Is This The Beginning or The End?

Is This The Beginning or The End?

It’s fair to say that the 2016 presidential elections left many of us feeling unmoored and unsure of the world in which we live. Many people on both sides of the political spectrum saw the election as “the end of the world as we know it,” but was it perhaps just a slight shift, a slight tilting of the axis of our world?

In the wake of the election, many people turned to familiar sources of comfort: ice cream, pizza, and alcohol. Others looked to Facebook, Twitter, and the news for endless analyses of the election and how so many people turned out to be so wrong about the expected results. Of course, many people looked to faith and God, attending churches, mosques, and synagogues, looking for community at a time when other communities seem to be falling. For some, comfort comes not in the form of food or social media, or even God, for some comfort comes by looking at the bigger picture, at science and the cosmos itself.

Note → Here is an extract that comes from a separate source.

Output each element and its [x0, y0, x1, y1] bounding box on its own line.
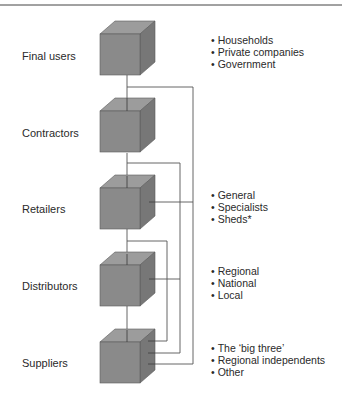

I’m sure that last month at Oak Park Temple, I wasn’t the only person in the audience of about 100 trying to find connection and comfort in a presentation about the beginnings of time. With discussions of entropy, the expanding and contracting universe, and the march of history the allusions seemed so close, but hard to grasp. At one point, Adam Lyon of Fermilab discussed the way the Milky Way can be viewed as points of light and I desperately tried to connect the analogy to George Bush’s famous request that the American people serve as “a thousand points of light.”

Some may find comfort in thinking about where and when this universe began. If you look at the issues from a global perspective, even two presidential terms are a time frame so small geologists can barely measure them. For physicists, entropy, the tendency of the world to gradually decline in to disorder and chaos is the second law of thermodynamics. In other words, whether Trump or Obama is president, chaos is inevitable. These ideas may not prove comforting to everyone, but it is hard to be handed a 508 million year old fossil from the Burgess Shale and not realize that our problems and ideas are fairly small and short-lived.

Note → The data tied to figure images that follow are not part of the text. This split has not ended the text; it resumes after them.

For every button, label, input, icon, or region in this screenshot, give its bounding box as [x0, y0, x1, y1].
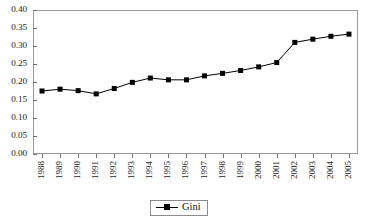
- x-tick-mark: [241, 154, 242, 158]
- gini-data-point: [76, 88, 81, 93]
- y-tick-label: 0.10: [11, 113, 27, 122]
- gini-data-point: [166, 77, 171, 82]
- x-tick-label: 1990: [73, 161, 82, 179]
- x-tick-label: 1997: [200, 161, 209, 179]
- x-tick-mark: [42, 154, 43, 158]
- gini-marker-group: [40, 32, 352, 97]
- x-tick-mark: [150, 154, 151, 158]
- legend-square-marker-icon: [164, 204, 170, 210]
- legend-label-gini: Gini: [182, 202, 201, 213]
- legend-swatch-gini: [156, 203, 178, 212]
- gini-data-point: [148, 76, 153, 81]
- gini-data-point: [220, 71, 225, 76]
- y-tick-label: 0.15: [11, 95, 27, 104]
- y-tick-label: 0.20: [11, 77, 27, 86]
- x-tick-label: 1993: [127, 161, 136, 179]
- x-tick-mark: [259, 154, 260, 158]
- gini-data-point: [346, 32, 351, 37]
- y-tick-mark: [33, 154, 37, 155]
- x-tick-mark: [349, 154, 350, 158]
- gini-data-point: [256, 64, 261, 69]
- y-tick-label: 0.40: [11, 5, 27, 14]
- x-tick-label: 2001: [272, 161, 281, 179]
- gini-data-point: [94, 91, 99, 96]
- x-tick-mark: [96, 154, 97, 158]
- gini-line-chart: 0.000.050.100.150.200.250.300.350.40 198…: [0, 0, 368, 222]
- x-tick-label: 2002: [290, 161, 299, 179]
- x-tick-mark: [168, 154, 169, 158]
- gini-data-point: [274, 60, 279, 65]
- y-axis: 0.000.050.100.150.200.250.300.350.40: [0, 10, 31, 154]
- x-tick-label: 2005: [344, 161, 353, 179]
- x-tick-mark: [331, 154, 332, 158]
- x-tick-mark: [277, 154, 278, 158]
- x-tick-label: 2003: [308, 161, 317, 179]
- x-tick-mark: [78, 154, 79, 158]
- x-tick-label: 2000: [254, 161, 263, 179]
- x-tick-label: 1988: [37, 161, 46, 179]
- x-tick-label: 1989: [55, 161, 64, 179]
- x-tick-mark: [60, 154, 61, 158]
- x-tick-label: 2004: [326, 161, 335, 179]
- x-tick-label: 1998: [218, 161, 227, 179]
- gini-data-point: [112, 86, 117, 91]
- x-tick-mark: [114, 154, 115, 158]
- gini-data-point: [184, 77, 189, 82]
- x-tick-mark: [205, 154, 206, 158]
- x-tick-label: 1995: [163, 161, 172, 179]
- x-tick-label: 1996: [181, 161, 190, 179]
- x-tick-mark: [223, 154, 224, 158]
- y-tick-label: 0.00: [11, 149, 27, 158]
- gini-data-point: [202, 73, 207, 78]
- x-tick-mark: [132, 154, 133, 158]
- gini-line-path: [42, 34, 349, 94]
- x-tick-label: 1992: [109, 161, 118, 179]
- x-tick-label: 1999: [236, 161, 245, 179]
- x-tick-mark: [313, 154, 314, 158]
- series-gini: [33, 10, 358, 154]
- y-tick-label: 0.05: [11, 131, 27, 140]
- gini-data-point: [40, 89, 45, 94]
- gini-data-point: [310, 37, 315, 42]
- gini-data-point: [292, 40, 297, 45]
- x-tick-label: 1991: [91, 161, 100, 179]
- y-tick-label: 0.25: [11, 59, 27, 68]
- gini-data-point: [58, 87, 63, 92]
- y-tick-label: 0.35: [11, 23, 27, 32]
- x-tick-mark: [295, 154, 296, 158]
- gini-data-point: [328, 34, 333, 39]
- x-tick-mark: [186, 154, 187, 158]
- gini-data-point: [238, 68, 243, 73]
- x-tick-label: 1994: [145, 161, 154, 179]
- chart-legend: Gini: [150, 200, 208, 216]
- y-tick-label: 0.30: [11, 41, 27, 50]
- gini-data-point: [130, 80, 135, 85]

Physicist Neil deGrasse Tyson is quoted as saying, “The good thing about science is that it’s true whether or not you believe in it.” In some ways, it doesn’t matter where the universe began or how much control we believe we have over it, time continues to march on, no matter how upset we are, or what we do. The same is not true of faith.

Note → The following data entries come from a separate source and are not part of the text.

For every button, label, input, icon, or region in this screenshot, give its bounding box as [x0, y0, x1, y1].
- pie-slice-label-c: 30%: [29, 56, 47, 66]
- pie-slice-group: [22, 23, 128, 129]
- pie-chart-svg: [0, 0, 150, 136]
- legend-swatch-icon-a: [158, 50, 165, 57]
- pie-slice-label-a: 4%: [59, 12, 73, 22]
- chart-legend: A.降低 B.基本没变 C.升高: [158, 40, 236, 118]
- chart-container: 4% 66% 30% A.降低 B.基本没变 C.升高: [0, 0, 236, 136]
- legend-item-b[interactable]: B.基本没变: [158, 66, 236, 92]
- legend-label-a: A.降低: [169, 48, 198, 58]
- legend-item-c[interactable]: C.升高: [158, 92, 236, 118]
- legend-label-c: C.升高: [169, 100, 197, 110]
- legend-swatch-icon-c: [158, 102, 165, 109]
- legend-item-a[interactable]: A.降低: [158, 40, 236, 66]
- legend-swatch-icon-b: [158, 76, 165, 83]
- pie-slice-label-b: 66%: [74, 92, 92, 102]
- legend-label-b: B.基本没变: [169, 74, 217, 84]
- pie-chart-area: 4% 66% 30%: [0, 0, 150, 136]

In one of the creation stories Ein Sof (literally, without end, or God) creates vessels, the vessels that break under the weight of creation. Our job is to pick up the broken pieces and repair the vessels, tikkun olam.

We all need comfort. As we end 2016 and start 2017, here’s hoping we find it, whether that’s in pizza, in understanding our scientific place in the universe, or in trying to fix the world.

(This post is part of Sinai and Synapses’ project Scientists in Synagogues, a grass-roots program to offer Jews opportunities to explore the most interesting and pressing questions surrounding Judaism and science. This post is from Oak Park Temple’s three-part symposium, Eternity and the Eternal: Jewish and Scientific Understandings of Time. The program was designed by Rabbi Max Weiss and scientists, Professor Roy Plotnick, UIC, Dr. Sam Bader, Argonne National Labs, and Dr. Adam Lyon, Fermi National Accelerator Laboratory.)